Why Upstate New York Personal Injury and Medical Malpractice Verdicts Are Much Smaller than Downstate.

The New York Times recently reported that a Manhattan jury returned a $27.5 million verdict to a 45 year-old woman who had to have her leg amputated after a bus ran over her. While such a verdict for an amputated leg is considered high in New York City, such a personal injury damages verdict would be unthinkable in upstate New York cities such as Syracuse, Auburn, Geneva, Rochester or especially in the rural areas in between. Verdicts downstate are, by and large, much larger than upstate.

Why are verdicts in the New York City area so large compared to upstate verdicts? Good question. As far as I know, there are no studies regarding why juries downstate are so generous compared to their stingy upstate counterparts. But here’s my (unscientific) take on it:

Big city dwellers tend to be more accustomed to, and comfortable with, social safety nets. They have rent subsidies and controls. They live collectively. They expect the “system” to even the inequities of life out a little bit. Big city dwellers tend to see a personal injury verdict as a way to right a wrong, a way to balance the scales, a way to help the helpless, etc.
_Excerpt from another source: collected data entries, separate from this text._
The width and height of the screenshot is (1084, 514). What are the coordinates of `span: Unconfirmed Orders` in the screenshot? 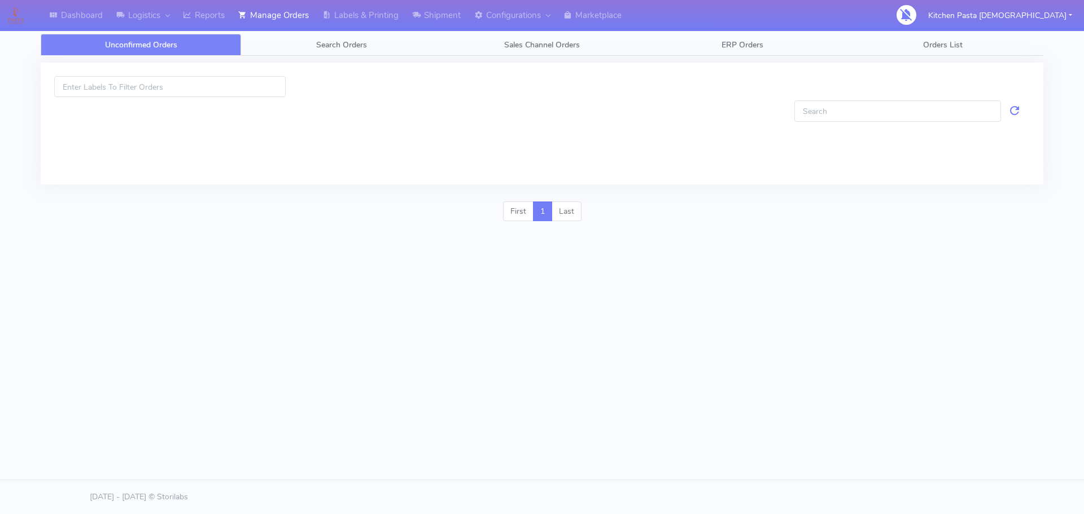 It's located at (141, 45).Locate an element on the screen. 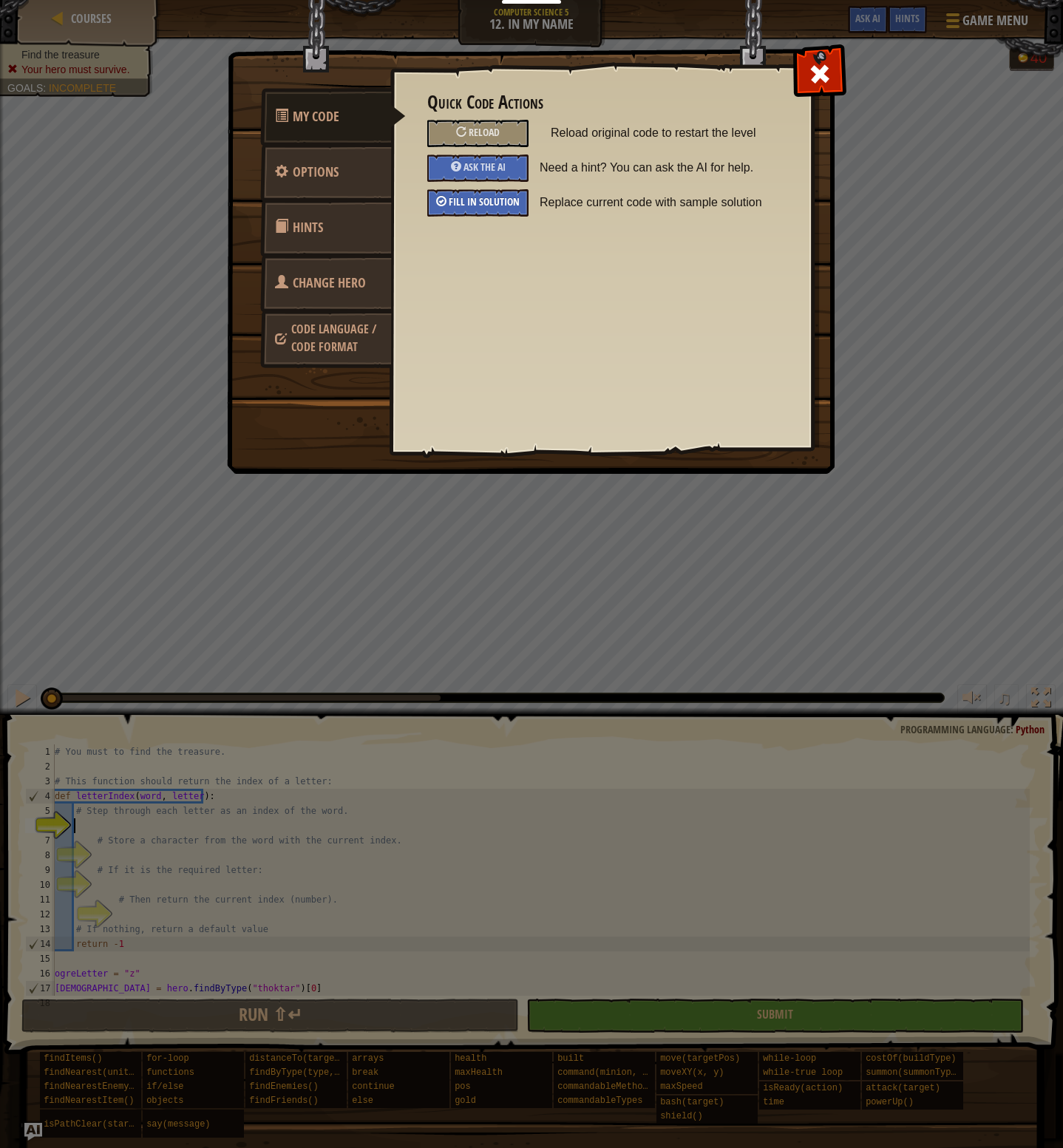 This screenshot has width=1063, height=1148. h3: Quick Code Actions is located at coordinates (601, 102).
In sum, they are SOCIALLY oriented.

Rural folks, on the other hand, generally adhere to the independent frontiersman philosophy. They tend to see personal injury verdicts as a kind of “hand-out” rather than as just compensation for harm caused by a wrongdoer. They often feel that injury victims are taking advantage of the “system” to reap an undue profit. They feel people should fend for themselves, and “tough out” any bad luck that befalls them. In sum, they are SELF-SUFFICIENCY oriented.

When you try a case in Syracuse, New York, for example, even though Syracuse is a City, jury members come from the entire County of Onondaga. You are likely to get many jury members who have the rural (self-sufficiency) mindset rather than the urban (socially conscious) mindset.

Sometimes I tell my clients that their case would be worth twice as much downstate as upstate. They are shocked. They ask, “how is it fair that I should get ½ as much as someone in New York City for the same injury?” My response is this: It’s not fair, but it’s the way it is! I also tell them that we at Michaels Bersani Kalabanka have techniques we use at trial to counteract our rural juries’ “self-sufficiency” mindset, and which are more likely to produce top-dollar upstate verdicts. But I admit, any upstate verdict we get is, unfortunately, still a far cry from a downstate verdict.